Deep Dive: G8B06
The correct answer is D: 16 kHz. The total bandwidth of an FM phone transmission having 5 kHz deviation and 3 kHz modulating frequency is 16 kHz. FM bandwidth ≈ 2(deviation + modulating frequency) = 2(5 + 3) = 16 kHz (Carson's rule). For amateur radio operators, this is a fundamental FM calculation. Understanding this helps when operating FM.

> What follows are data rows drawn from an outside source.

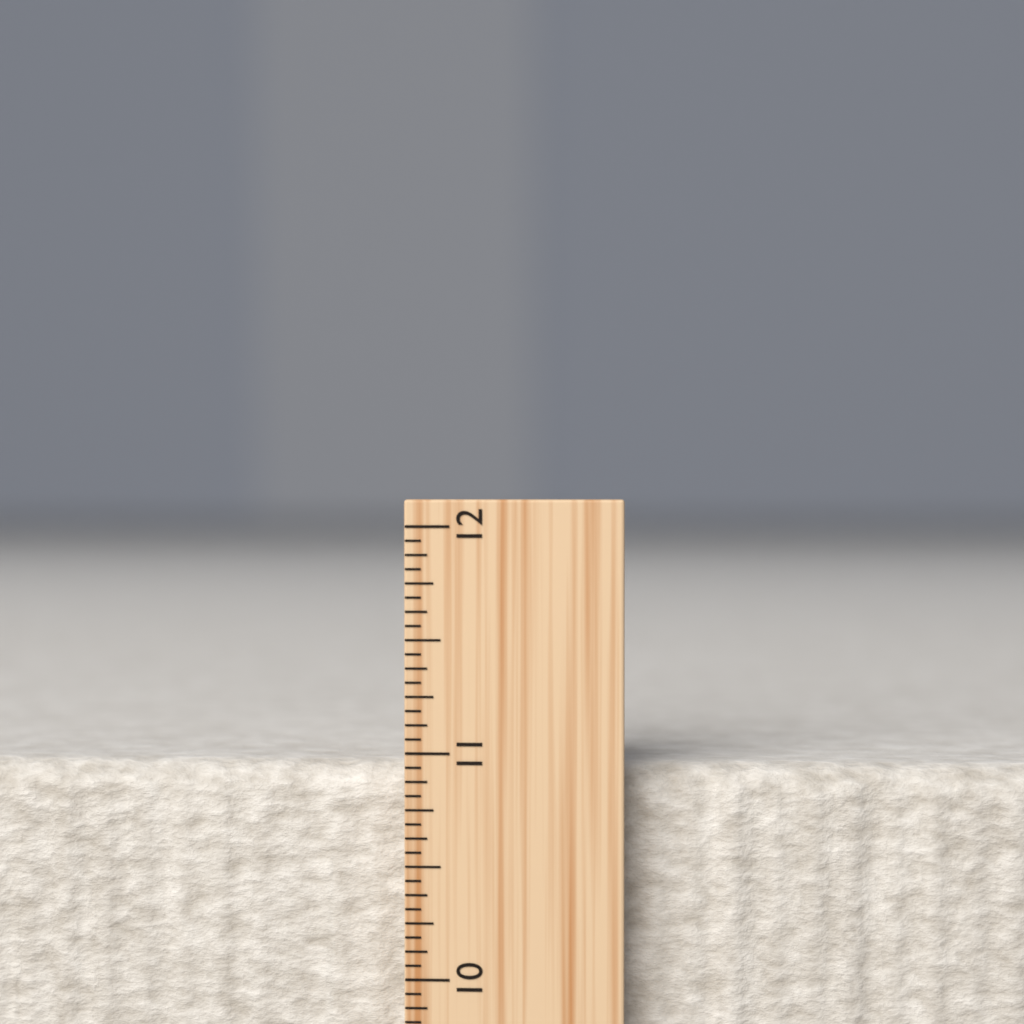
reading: 10.9375 inch
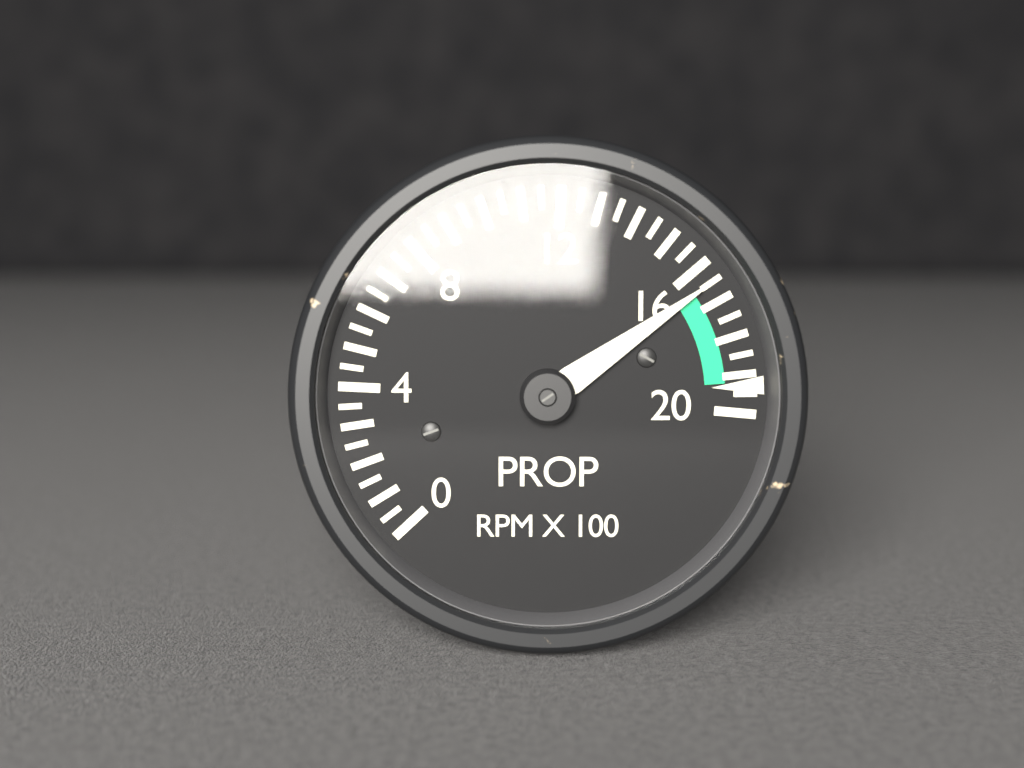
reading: 16.5 RPM X 100
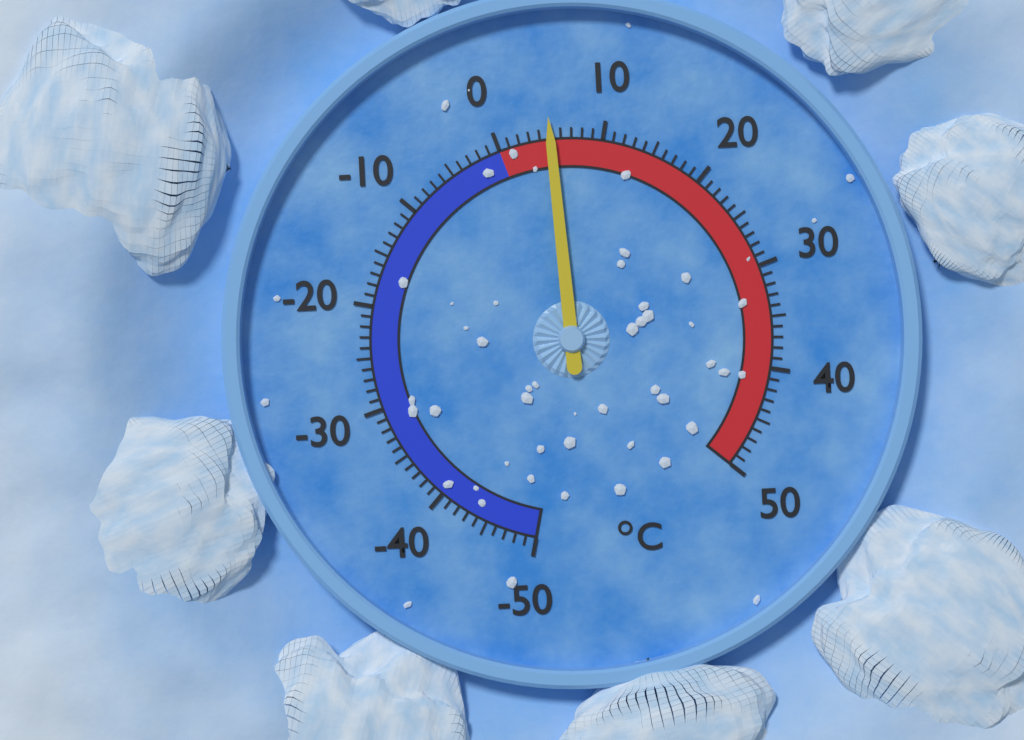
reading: 5 °C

Why Other Answers Are Wrong
Option A (3 kHz): Incorrect. 3 kHz is just the modulating frequency, not the total bandwidth - FM bandwidth is wider due to deviation. 3 kHz is too narrow. Option B (5 kHz): Incorrect. 5 kHz is just the deviation, not the total bandwidth - FM bandwidth includes both deviation and modulating frequency. 5 kHz is too narrow. Option C (8 kHz): Incorrect. 8 kHz is deviation + modulating frequency, not the total bandwidth - FM bandwidth ≈ 2(deviation + modulating frequency). 8 kHz is too narrow.
Exam Tip
FM bandwidth = 2(deviation + modulating frequency) = 2(5 + 3) = 16 kHz. Think 'F'M 'B'andwidth = 'F'ull 'B'andwidth = '2'×(deviation + modulating). Carson's rule: bandwidth ≈ 2(Δf + fm). Not 3 kHz, not 5 kHz, not 8 kHz - just 16 kHz.
Memory Aid
FM bandwidth = 2(deviation + modulating frequency) = 16 kHz. Think 'F'M 'B'andwidth = '2'×(deviation + modulating). Carson's rule: bandwidth ≈ 2(Δf + fm). Standard FM bandwidth calculation.
Real-World Example
An FM phone transmission: Deviation = 5 kHz, modulating frequency = 3 kHz. Total bandwidth ≈ 2(5 + 3) = 16 kHz (Carson's rule). FM bandwidth is approximately twice the sum of deviation and modulating frequency. This is why FM uses more bandwidth than SSB - FM bandwidth is wider.
Source & Coverage
Question Pool: 2023-2027 Question Pool
Subelement: G8B
Reference: 2023-2027 Question Pool · G8 - Signals and Emissions
Key Concepts
Verified Content
Question from the official FCC General Class pool. Explanation reviewed by licensed amateur radio operators and mapped to the G8B topic.